Just a small qualm on my part, life had a REALLY difficult strength of season.
This was largely because we had a double header against the team in first place in round one, and then a double header against team number two in round two.
It was no fun.
Seeing as there are 11 other elements, the amount of repetition in our opponents wasn't necessary.
For that reason I propose this rotation:
I tried to put elements with similar play styles as far away from each other as possible, although the matchups weren't perfect.
(Earth == Gravity; Darkness == Time; Air == Life; Aether == Light; Water == Entropy; Death == Fire)
To use this rotation, simply find your element on the sliding scale. One player fights the opponent one to your right, so anyone from team life would fight light. Another player would fight the next opponent to the right, or entropy, and so on until the third player gets his fight. The remaining three fights would be determined by who challenged you, E.G, gravity death and time. Then, next round, the three elements you fight slide three to the right. Of course, when your three select your own element, you don't fight yourself, you skip it and choose the next element. In this way you rarely fight one element two rounds in a row, and the elements you do fight change slowly. If an element is eliminated, simply skip it on the rotation. This system tends to break when elements have under six fighters, but I don't really understand how that works yet. (My best idea would be to have player one fight two people if necessary, maybe even three, so that four people still fight six matches. If you lose one, you lose the deck, but keep the salvage. This is close to what a real war would be like)
Anyway, the new cycle aside, another change I found a solution to is the vaults.
Instead of getting a set amount of money, you get a set amount of electrum. Each element gets it's own elements user, called "LifeWarPlayer" or something, with a username and password. Then, that player purchases the cards for his deck. This solution has a problem, as elements would be unable to get rares, but I suppose you could trade in electrum to get a rare code (or something). That number could probably be based on the cards cost in the trainer.
The point is, you'd pay electrum to buy your fighters, and to buy your cards. Instead of putting a limit on the number of each card you can buy, the limit comes from the price of each card. In theory, death could pack a ridiculous amount of skeletons, but some cards like dragons would be way more expensive. This might balance out the more powerful cards. (Miracle costs 240 in the trainer, and seeing 18 of those wouldn't be so obnoxious anymore).
Meanwhile, once you've chosen your cards, you literally buy them. And those cards make up your deck. Then, at the end of every round, you sell the cards in your deck. You still get to keep the money gained from selling the cards, but that money can't rebuy your deck. And you sell EVERY card, not just 30. In fact, you can sell whatever cards you want, and rebuy them, at a loss to you. This would prevent elements from tracking the cards in your vault excessively, and make it less of a game of organization and espionage than a game of making better decks.
Meanwhile, the winning team would get a small bonus electrum code, perhaps based upon the difficulty of beating the other team, perhaps not. The only way this can go wrong is if players grind using the vault account. This can be prevented easily by logging on to it, looking at the win/loss record, and seeing if extra fights were fought. The win/loss record would also help the warmaster keep track of everything.
When battle time comes, the players log on to their war account, and fight the other war account.
Masters would still have to double check that the decks don't double up on card use, but other than that, the solution makes finding the games in the spectator easier, keeping track of the wins/losses easier, having the cards you need easier, tracking the cards in other's vaults harder, and it balances out the more expensive cards. It might make the war a bit longer, but it doesn't overpenalize decks for losing or being smaller. (A 40 card deck has 10 cards it will never lose. A 30 card deck loses everything equally. Playing and losing with a 40 card deck was FAR more advantageous) Instead, you'd lose 32% of your electrum, perhaps a number that's a bit big, but a number that gives losers a chance for a comeback.
These solve several of the most annoying things about the war, and I think they at least be tried out in a future war, even if not implemented permanently.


Read through the entries below and return each line with the word "this".
+---+
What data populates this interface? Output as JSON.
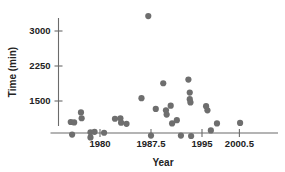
{
  "chart_data": {
    "type": "scatter",
    "title": "",
    "xlabel": "Year",
    "ylabel": "Time (min)",
    "xlim": [
      1975.2,
      2002.5
    ],
    "ylim": [
      600,
      3450
    ],
    "grid": false,
    "legend": null,
    "xticks": [
      1980,
      1987.5,
      1995,
      2000.5
    ],
    "xticklabels": [
      "1980",
      "1987.5",
      "1995",
      "2000.5"
    ],
    "yticks": [
      1500,
      2250,
      3000
    ],
    "yticklabels": [
      "1500",
      "2250",
      "3000"
    ],
    "marker": {
      "shape": "circle",
      "color": "#6e6e6e",
      "size": 3.1
    },
    "points": [
      {
        "x": 1975.7,
        "y": 1050
      },
      {
        "x": 1976.2,
        "y": 1040
      },
      {
        "x": 1975.9,
        "y": 780
      },
      {
        "x": 1977.2,
        "y": 1255
      },
      {
        "x": 1977.3,
        "y": 1130
      },
      {
        "x": 1978.6,
        "y": 830
      },
      {
        "x": 1978.6,
        "y": 720
      },
      {
        "x": 1979.2,
        "y": 840
      },
      {
        "x": 1980.6,
        "y": 820
      },
      {
        "x": 1982.2,
        "y": 1120
      },
      {
        "x": 1983.0,
        "y": 1130
      },
      {
        "x": 1983.1,
        "y": 1035
      },
      {
        "x": 1983.9,
        "y": 1010
      },
      {
        "x": 1986.1,
        "y": 1560
      },
      {
        "x": 1987.1,
        "y": 3320
      },
      {
        "x": 1987.5,
        "y": 760
      },
      {
        "x": 1988.2,
        "y": 1330
      },
      {
        "x": 1989.3,
        "y": 1880
      },
      {
        "x": 1989.7,
        "y": 1300
      },
      {
        "x": 1989.8,
        "y": 1210
      },
      {
        "x": 1990.4,
        "y": 1400
      },
      {
        "x": 1990.6,
        "y": 1020
      },
      {
        "x": 1991.3,
        "y": 1090
      },
      {
        "x": 1991.9,
        "y": 760
      },
      {
        "x": 1993.0,
        "y": 1960
      },
      {
        "x": 1993.2,
        "y": 1680
      },
      {
        "x": 1993.2,
        "y": 1540
      },
      {
        "x": 1993.3,
        "y": 1470
      },
      {
        "x": 1993.4,
        "y": 750
      },
      {
        "x": 1995.6,
        "y": 1390
      },
      {
        "x": 1995.8,
        "y": 1300
      },
      {
        "x": 1996.3,
        "y": 870
      },
      {
        "x": 1997.2,
        "y": 1020
      },
      {
        "x": 2000.6,
        "y": 1030
      }
    ]
  }
}
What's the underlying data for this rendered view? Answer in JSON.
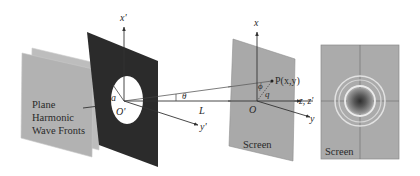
+---+
• **Answer section**
What data populates this interface? Output as JSON.
What's the underlying data for this rendered view? Answer in JSON.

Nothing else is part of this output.